One problem faced by organisations with a fixed employee incentive for contributing knowledge, for example $100 per article, is it leads to an “oversupply of garbage information, and undersupply of really valuable information,” Shen says. “A ‘market’ is a term that's the opposite — let the market decide how to allocate resources and what knowledge should be built, and how it should be priced.”

Using Barter, people buy and sell ideas, documents, questions and answers using virtual points, and virtual currency in a decentralised way. But building a knowledge market has its own set of problems owing to the nature of knowledge products, Shen says. “Knowledge products are peculiar — non-rivalrous, non-excludable, and repetition cost is zero. Information asymmetry is severe, and knowledge has spillover effects that are not captured by transactions. My research is to devise mechanism that addresses these problems.”

“We are applying innovative market mechanisms and established economic theories and practice to the domain of social collaboration/knowledge management software, especially trying to optimise incentive design,” he says.

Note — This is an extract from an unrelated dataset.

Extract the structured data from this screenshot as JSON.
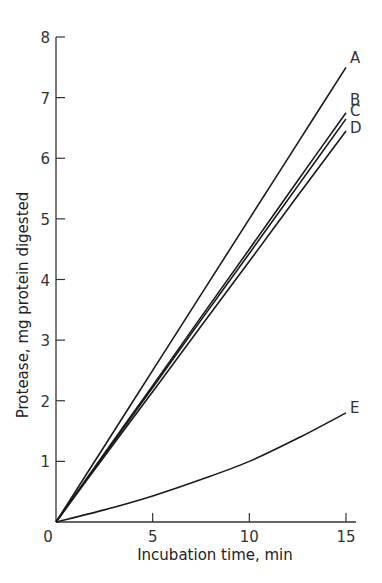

“In short, we are building a ‘knowledge economy’ with currency, market dynamics, and sophisticated economic tools optimising both social and material incentives, instead of simply building another social media website.”

The platform consists of three components: Knowledge currency, knowledge markets, and economic policies, which consist of monetary policies and fiscal policies.

The user facing aspect of Barter is multiple knowledge markets. “A Q&A market, document exchange, idea market, design market, prediction market. Each of them is addressing a different type of organizational challenge,” Shen says.

“Users exchange different types of knowledge objects on these markets, buying and selling answers, documents, ideas, and so on.”

On the management side, a module monitors the network and provides key indicators of the knowledge economy and advises on possible policies to stimulate or moderate the economy.

The core aims are to build a network that embeds incentives for user participation and contribution, identify experts in different fields and deliver tools to manage the platform

Barter can be used to create a secure ‘knowledge currency’ and banking system. “We work with organisations to back up the value of currency through creative ways, so that users do care about earning currency,” Shen says. Knowledge is shared among users using decentralised peer-to-peer market exchanges. This market-based approach means there are not fixed rewards for contributing.

“Users get fairly rewarded through earning currency, which tracks their reputation and expertise, and can be used to exchange [for] material awards,” Shen says.

The system also has two special entitles: A central bank and ‘the planner’, Shen says. “The central bank is the policy maker on monetary policies, which stimulate knowledge activities through currency control. The planner is similar to the government: It uses fiscal policies to fill the gaps created by a decentralised market. Fiscal policies include rewarding information reuse, and rewarding good behaviour.”